Silva was one of 83 inmates in the recreation yard on the south side of the prison. Usually, two guards patrol the recreation area, Frank said. On Wednesday, there was only one. When guards counted the passes for the inmates to get back inside at dinner time, one pass was left over.

It was Silva’s.

Silva was sent to OCCC after being arrested Jan. 8 on an auto theft charge. He was awaiting trial and hadn’t posted his $25,000 bail. He had been in and out of prison much of his adult life and already had an escape conviction on his record, in addition to crimes such as domestic abuse and burglary.

Wednesday was Silva’s 37th birthday, and it was almost time for him to go back inside when he headed instead for the unlocked door and fence just beyond it in an area where the sliding part of the fence has less razor wire, Frank said.

A guard in tower No. 4 spotted him but didn’t pick up his rifle to aim at Silva until after he alerted central control that there was an inmate scaling the fence, the warden said.

"It was like about three or four seconds, and he was over," Frank said. The guard told officials he didn’t have time to get a good shot, he said.

Silva headed toward guard tower No. 3, just across from the elementary school on Puuhale Road, but when the guard inside opened his window as if to allow him to shoot his rifle, Silva turned around and went the other way, Frank said. Silva then headed toward Middle Street and was still on the run late yesterday.

"Our tower guards did what they were supposed to do.
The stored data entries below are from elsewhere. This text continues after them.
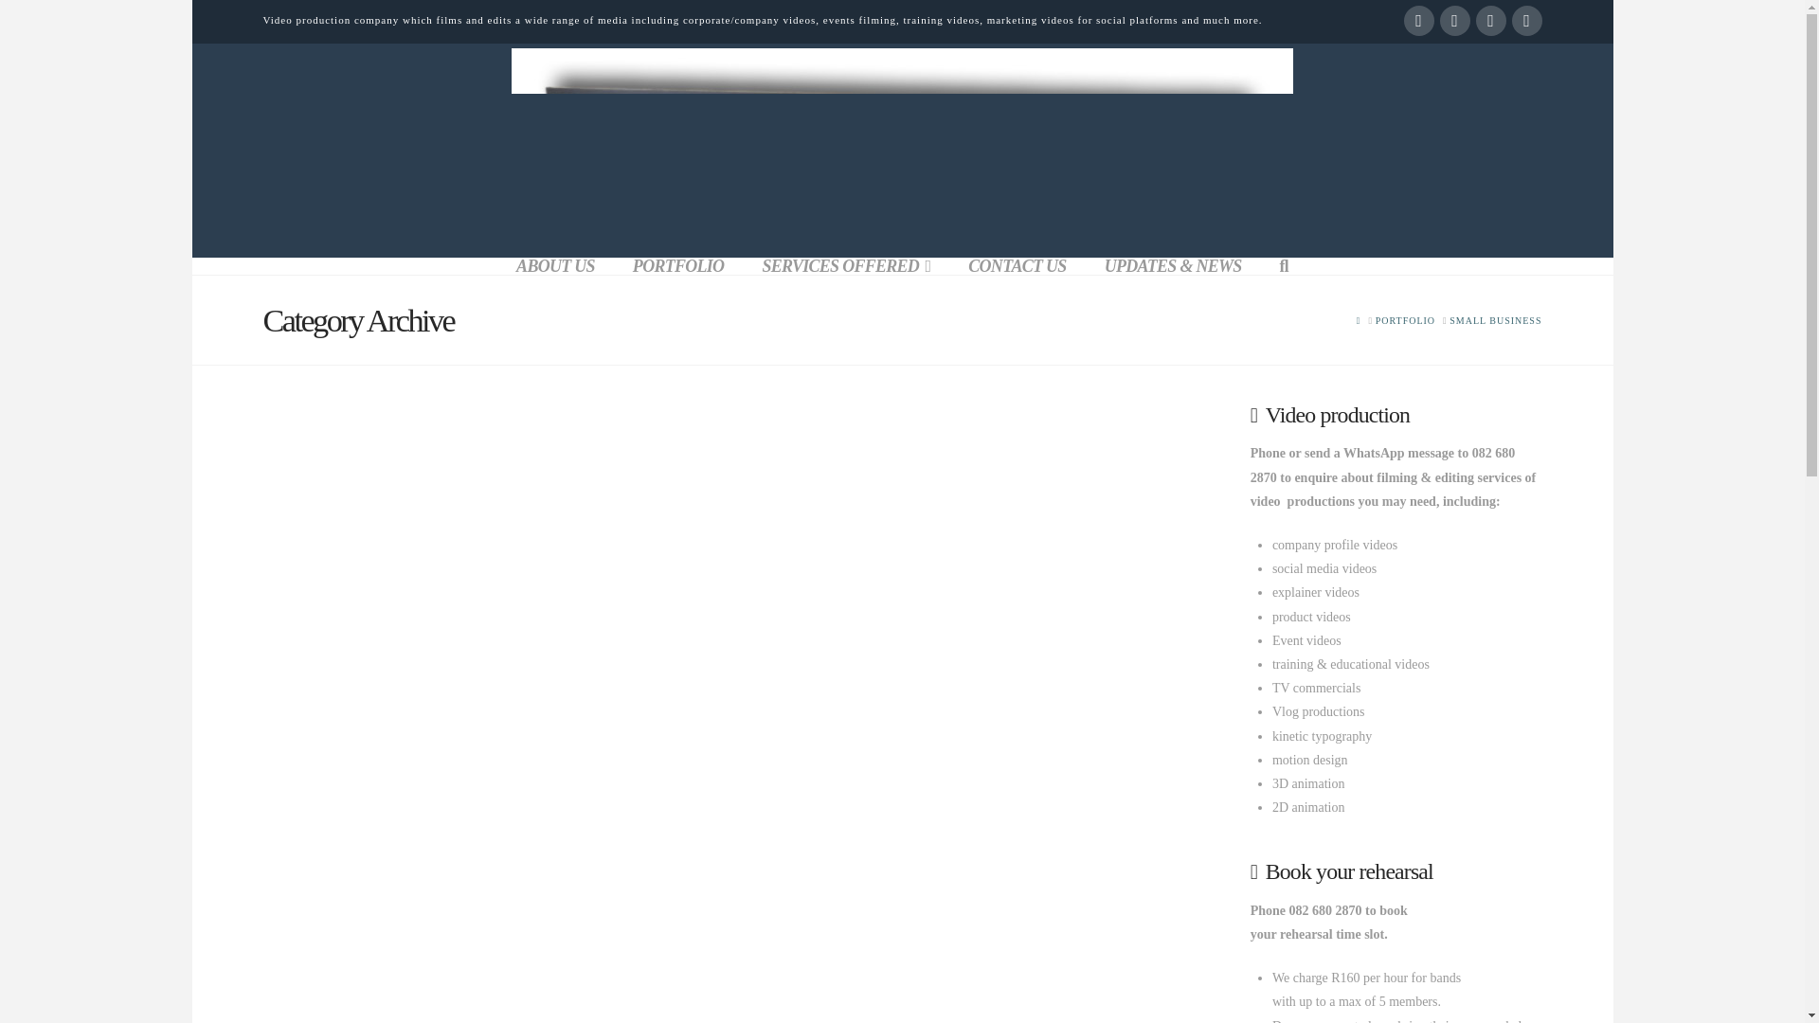 This screenshot has width=1819, height=1023. What do you see at coordinates (1016, 266) in the screenshot?
I see `CONTACT US` at bounding box center [1016, 266].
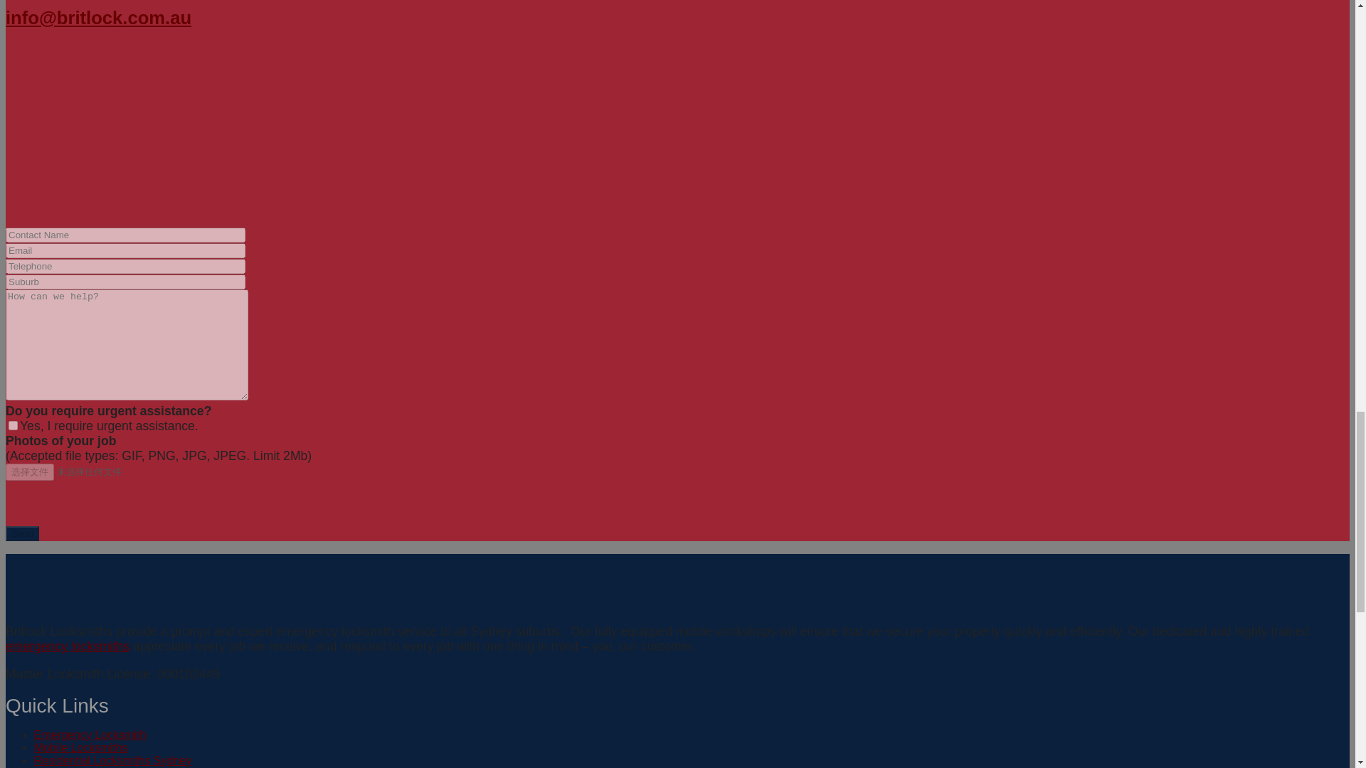  What do you see at coordinates (112, 760) in the screenshot?
I see `Residential Locksmiths Sydney` at bounding box center [112, 760].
They saw the escape," Frank said. "Our policy is before a shot is fired, they have to make sure they have a clear vision.

"I wouldn’t say I’m glad no shots were fired," he said. "I think, under the circumstances, no shots could have been fired."

Since 1992, 14 escapees from OCCC are still on the run. For the most part, "walkaways" trapped on the Island are caught, Frank said, yet some remain elusive or make it to the Mainland without detection.

Del Delizo, 30, who waited at a bus stop yesterday outside the prison, said he has the same safety concerns as the rest of the community, and he’s part of the prison system himself because a drug charge landed him in a work-furlough program.

"It’s public safety, isn’t it?" said Delizo, of Ewa Beach, who wants tighter security at the prison. "I have family out there as well."

In the wake of last month’s prison outbreak in Texas, in which seven convicts escaped from a state prison and are suspected of killing an Irving, Texas, police officer during a Christmas Eve robbery, OCCC’s warden said he has warned his staff not to become complacent.

In the working-class neighborhood surrounding the prison, neighbors hostage to the same wire fences live with no guarantees.

"I been here 20-something years. Only one time one runaway run straight by," said Dana Cheng, who owns C&H Body & Fender across the street from the prison. "They caught him."

Keolakhone Khamsouk, 33, is a little more worried about keeping her four children safe from harm. They go to school at Puuhale, within shooting distance of watch Tower Three.

In broken English, the words she speaks most clearly are that she is scared.